Monday, May 29, 2017

Three Trembling Cities

Three Trembling Cities
Written and directed by Arthur Vincie

The web series is made up of 10 video chapters each 5 to 10 minutes long.
It is about the immigrant experience currently in the USA, specifically in New York City.
The first 5 chapters are about two women friends one Indian the other Hungarian and an Iranian brother and sister. These are educated professionals, academics, a lawyer, and one is an actor. Some of them are children of people who came to the USA.

In Chapter 2 these four people are in restaurant scene. At one table are the two women introduced in chapter one, one Hungarian the other Indian. At the other table is a brother and sister of Iranian descent. The Iranian actor is going back to Iran to perform in a play. His lawyer sister is concerned for him, not being clear what the situation is there.
We switch back and forth between their conversation and that of the women at a different table. At the end of this is nicely set up so that one person from one couple is in the extreme foreground while the opposite person from the other table is in focus in the background and the dialogue is  intermixed. They soon all meet.

For me the series really takes off in the last 5 chapters which is a separate story focusing on the more working class struggles of undocumented men who work off the books in a restaurant. They are much more on the edge compared to the relatively privileged and documented who are preparing for international flights and can come and go.  (I mean I can’t even afford international travel.) These three men share a small apartment. Two of them are in one room and one of them is crafting jewelry which makes noise and disturbs his roommate. This man is also working two jobs and sending money back home to family in Africa while crafting his jewelry in his “spare” time. The viewer is introduced to the natural humanity and charm of these three men through the solid performances of the three very nice looking actors.  

This business with documentation is not normal in human experience. Actually it is a recent construct of bureaucratic industrial societies something very new in the story of human society. I’ve been reading the novels of B Traven. I’m currently reading The Death Ship. It involves a seaman who was in port as the nice ship he worked on sails away without his. He is stranded without his seamen card and whatever documentation he needs to get a job on another ship and somehow get home to the USA. He ends up being exploited on the worst kind of ship having no alternative. In this and other works Traven likes to talk about the time before WWI when a person could travel all across the world without papers, claiming that all this is new, after the “War for Democracy”.
Yet even if the papers had not been an issue for the African men in the web series, they surely would have confronted cultural and racial barriers in certain civilizations that could have been insurmountable.

Three Trembling Cities is very well done technically with beautiful photography, by producer Ben Wolf and sound. The production makes very workable choices with the budget constraints. I loved how the restaurant where the men are working is never seen, but implied as we see them outside on short breaks from work in their aprons.

It is fine series that should be seen and it felt like it was just getting rolling. It would be lovely to see it go into a second season and on to Netflix with everyone getting a nice paycheck for this work.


▸ Prompt: How many of the lines below hold the word "Library"? Answer only with the number.

** Opening Recorded data block **

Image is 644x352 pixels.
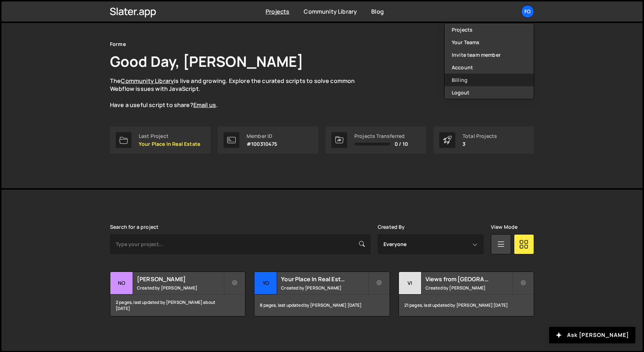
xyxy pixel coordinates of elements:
a: Community Library [304,8,357,15]
div: Yo [254,272,277,295]
div: Total Projects [463,133,497,139]
p: 3 [463,141,497,147]
div: 8 pages, last updated by [PERSON_NAME] [DATE] [254,295,389,316]
input: Type your project... [110,234,371,254]
div: Vi [399,272,422,295]
p: #100310475 [247,141,277,147]
small: Created by [PERSON_NAME] [425,285,512,291]
a: Vi Views from [GEOGRAPHIC_DATA] Created by [PERSON_NAME] 21 pages, last updated by [PERSON_NAME] ... [399,272,534,317]
span: 0 / 10 [394,141,408,147]
button: Ask [PERSON_NAME] [549,327,635,343]
div: 2 pages, last updated by [PERSON_NAME] about [DATE] [111,295,245,316]
div: Projects Transferred [354,133,408,139]
h1: Good Day, [PERSON_NAME] [110,51,303,71]
a: Community Library [121,77,174,85]
a: Your Teams [444,36,533,49]
p: The is live and growing. Explore the curated scripts to solve common Webflow issues with JavaScri... [110,77,369,109]
button: Logout [444,86,533,99]
a: Yo Your Place In Real Estate Created by [PERSON_NAME] 8 pages, last updated by [PERSON_NAME] [DATE] [254,272,390,317]
small: Created by [PERSON_NAME] [137,285,223,291]
a: Account [444,61,533,74]
label: Created By [378,224,405,230]
label: View Mode [491,224,518,230]
a: Fo [521,5,534,18]
div: Last Project [139,133,200,139]
label: Search for a project [110,224,159,230]
a: No [PERSON_NAME] Created by [PERSON_NAME] 2 pages, last updated by [PERSON_NAME] about [DATE] [110,272,245,317]
h2: Your Place In Real Estate [281,275,368,283]
a: Projects [266,8,289,15]
a: Blog [371,8,384,15]
div: 21 pages, last updated by [PERSON_NAME] [DATE] [399,295,533,316]
a: Invite team member [444,49,533,61]
a: Email us [193,101,216,109]
a: Last Project Your Place In Real Estate [110,127,211,154]
small: Created by [PERSON_NAME] [281,285,368,291]
a: Billing [444,74,533,86]
h2: [PERSON_NAME] [137,275,223,283]
h2: Views from [GEOGRAPHIC_DATA] [425,275,512,283]
p: Your Place In Real Estate [139,141,200,147]
div: Forme [110,40,126,49]
a: Projects [444,23,533,36]
div: No [111,272,133,295]
div: Member ID [247,133,277,139]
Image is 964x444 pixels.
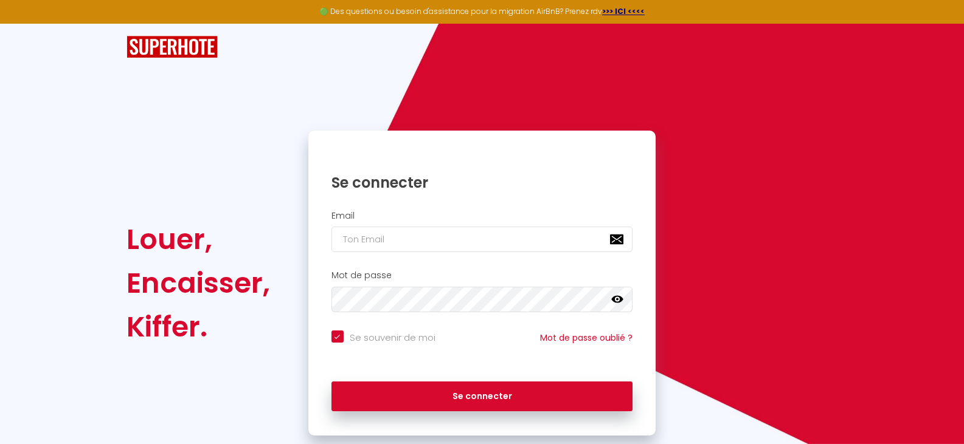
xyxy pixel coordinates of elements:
[331,173,633,192] h1: Se connecter
[331,271,633,281] h2: Mot de passe
[331,382,633,412] button: Se connecter
[331,227,633,252] input: Ton Email
[126,36,218,58] img: SuperHote logo
[602,6,644,16] a: >>> ICI <<<<
[331,211,633,221] h2: Email
[540,332,632,344] a: Mot de passe oublié ?
[126,261,270,305] div: Encaisser,
[126,305,270,349] div: Kiffer.
[126,218,270,261] div: Louer,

** Closing Recorded data block **

▸ Solved problem: 2